At the moment you probably don't know yet how a Felo file looks like. No problem. Just click an the menu “File” – “New”. This loads a sample Felo file into the editor:
A Felo file consists of three parts:
These three parts are separated by lines made of equal signs (their length is irrelevant). Let's have a look at what the parts contain:
Every parameter is in a row of its own, with two columns. In the first column, the name of the parameter (e.g. “groupname”), and in the second column, the value of this parameter (e.g. “foil”) is given.
You may well leave the parameter part empty. In this case, Felo assumes
default values which will be sensible mostly. For more info, see List of all parameters.
An important feature is that all fencers whose names are put in
parentheses ‘(...)’ won't get a Felo number. This is for fencers
who are afraid of knowing their fencing strength, or who are concerned
about their privacy. Nevertheless, their bouts should be included
anyway because it helps with calculating the other's Felo ratings,
unless of course they object to it.
The opponents must be given in the form ‘first -- second’, i.e. both fencers are separated by two dashes.

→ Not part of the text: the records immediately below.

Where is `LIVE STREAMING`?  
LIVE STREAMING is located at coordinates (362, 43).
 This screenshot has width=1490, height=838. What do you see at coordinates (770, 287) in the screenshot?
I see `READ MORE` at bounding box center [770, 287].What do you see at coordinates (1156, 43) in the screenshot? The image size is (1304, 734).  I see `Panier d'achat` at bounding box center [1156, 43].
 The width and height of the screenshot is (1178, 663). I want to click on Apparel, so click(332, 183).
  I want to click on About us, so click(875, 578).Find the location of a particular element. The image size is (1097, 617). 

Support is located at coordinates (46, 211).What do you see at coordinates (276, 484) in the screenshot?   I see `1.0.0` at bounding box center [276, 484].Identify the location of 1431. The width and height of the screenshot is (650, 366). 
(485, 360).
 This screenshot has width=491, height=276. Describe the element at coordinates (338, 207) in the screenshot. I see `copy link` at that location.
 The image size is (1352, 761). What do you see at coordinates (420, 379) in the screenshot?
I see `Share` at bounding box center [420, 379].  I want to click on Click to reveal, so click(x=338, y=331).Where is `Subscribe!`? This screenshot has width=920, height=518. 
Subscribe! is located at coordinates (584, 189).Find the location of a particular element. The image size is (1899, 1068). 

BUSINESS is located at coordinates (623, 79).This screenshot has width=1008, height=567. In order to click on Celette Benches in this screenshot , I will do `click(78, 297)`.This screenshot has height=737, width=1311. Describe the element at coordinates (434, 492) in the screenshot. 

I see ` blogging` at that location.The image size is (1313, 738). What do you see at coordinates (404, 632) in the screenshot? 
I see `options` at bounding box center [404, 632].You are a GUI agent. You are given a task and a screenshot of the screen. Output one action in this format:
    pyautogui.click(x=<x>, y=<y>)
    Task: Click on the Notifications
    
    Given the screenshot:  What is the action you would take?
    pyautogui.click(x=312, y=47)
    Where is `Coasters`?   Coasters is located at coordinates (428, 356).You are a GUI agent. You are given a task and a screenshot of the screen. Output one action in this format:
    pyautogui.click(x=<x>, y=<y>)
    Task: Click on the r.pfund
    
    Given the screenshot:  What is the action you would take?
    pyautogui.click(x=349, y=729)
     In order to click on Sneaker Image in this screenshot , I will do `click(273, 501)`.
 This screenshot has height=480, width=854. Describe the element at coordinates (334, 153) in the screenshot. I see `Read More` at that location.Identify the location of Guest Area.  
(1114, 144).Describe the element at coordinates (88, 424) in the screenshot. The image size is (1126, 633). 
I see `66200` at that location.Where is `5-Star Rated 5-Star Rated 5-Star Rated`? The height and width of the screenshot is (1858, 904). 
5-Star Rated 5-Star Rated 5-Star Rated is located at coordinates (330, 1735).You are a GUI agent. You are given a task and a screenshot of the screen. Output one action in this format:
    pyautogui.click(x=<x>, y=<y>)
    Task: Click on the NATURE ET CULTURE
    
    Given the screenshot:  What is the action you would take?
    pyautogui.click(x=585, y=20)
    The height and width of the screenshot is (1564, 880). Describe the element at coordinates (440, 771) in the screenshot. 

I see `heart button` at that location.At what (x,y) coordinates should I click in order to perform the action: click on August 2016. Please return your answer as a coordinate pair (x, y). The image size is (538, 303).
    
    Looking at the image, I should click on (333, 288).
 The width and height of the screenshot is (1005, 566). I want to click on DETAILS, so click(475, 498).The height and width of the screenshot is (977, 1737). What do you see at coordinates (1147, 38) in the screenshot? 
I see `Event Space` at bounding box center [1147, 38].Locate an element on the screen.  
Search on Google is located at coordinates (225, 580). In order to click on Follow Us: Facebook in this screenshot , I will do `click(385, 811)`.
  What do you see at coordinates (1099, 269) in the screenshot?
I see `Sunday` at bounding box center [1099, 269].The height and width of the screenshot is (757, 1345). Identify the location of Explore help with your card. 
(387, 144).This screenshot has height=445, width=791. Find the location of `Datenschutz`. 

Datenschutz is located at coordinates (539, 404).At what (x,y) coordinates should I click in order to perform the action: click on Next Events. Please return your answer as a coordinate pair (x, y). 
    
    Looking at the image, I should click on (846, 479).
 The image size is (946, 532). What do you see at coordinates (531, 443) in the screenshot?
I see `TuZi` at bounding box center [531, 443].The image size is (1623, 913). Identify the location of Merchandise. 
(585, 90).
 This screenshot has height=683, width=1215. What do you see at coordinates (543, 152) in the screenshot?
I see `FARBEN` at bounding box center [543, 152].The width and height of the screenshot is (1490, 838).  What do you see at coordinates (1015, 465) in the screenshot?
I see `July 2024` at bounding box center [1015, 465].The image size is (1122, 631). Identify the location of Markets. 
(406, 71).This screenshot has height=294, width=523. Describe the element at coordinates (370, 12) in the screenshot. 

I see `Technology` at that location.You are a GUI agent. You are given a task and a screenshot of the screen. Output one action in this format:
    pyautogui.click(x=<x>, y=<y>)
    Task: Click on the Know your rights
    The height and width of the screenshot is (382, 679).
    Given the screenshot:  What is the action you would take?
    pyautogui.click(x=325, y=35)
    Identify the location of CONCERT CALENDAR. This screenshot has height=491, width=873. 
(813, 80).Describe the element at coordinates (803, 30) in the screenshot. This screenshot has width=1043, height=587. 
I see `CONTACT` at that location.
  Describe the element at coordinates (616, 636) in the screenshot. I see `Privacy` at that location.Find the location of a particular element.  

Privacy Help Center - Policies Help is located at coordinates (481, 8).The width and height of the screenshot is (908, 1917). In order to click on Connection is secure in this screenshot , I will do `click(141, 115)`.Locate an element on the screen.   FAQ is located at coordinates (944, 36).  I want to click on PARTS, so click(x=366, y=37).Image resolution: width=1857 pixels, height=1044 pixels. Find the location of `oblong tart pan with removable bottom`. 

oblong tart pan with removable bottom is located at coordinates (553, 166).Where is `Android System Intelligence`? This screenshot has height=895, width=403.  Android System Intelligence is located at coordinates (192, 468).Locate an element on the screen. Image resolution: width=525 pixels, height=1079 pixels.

Important: In Felo files, columns are separated by tab stops <Tab>. It doesn't matter how many, but it must be at least one. |
You may add comments at arbitrary places in a Felo file. For example, you may mark bouts for which you'd like to double-check the result, or you may mark places where a couple of bouts are still missing. Lines with commens start with a ‘#’ sign. Felo ignores such lines completely.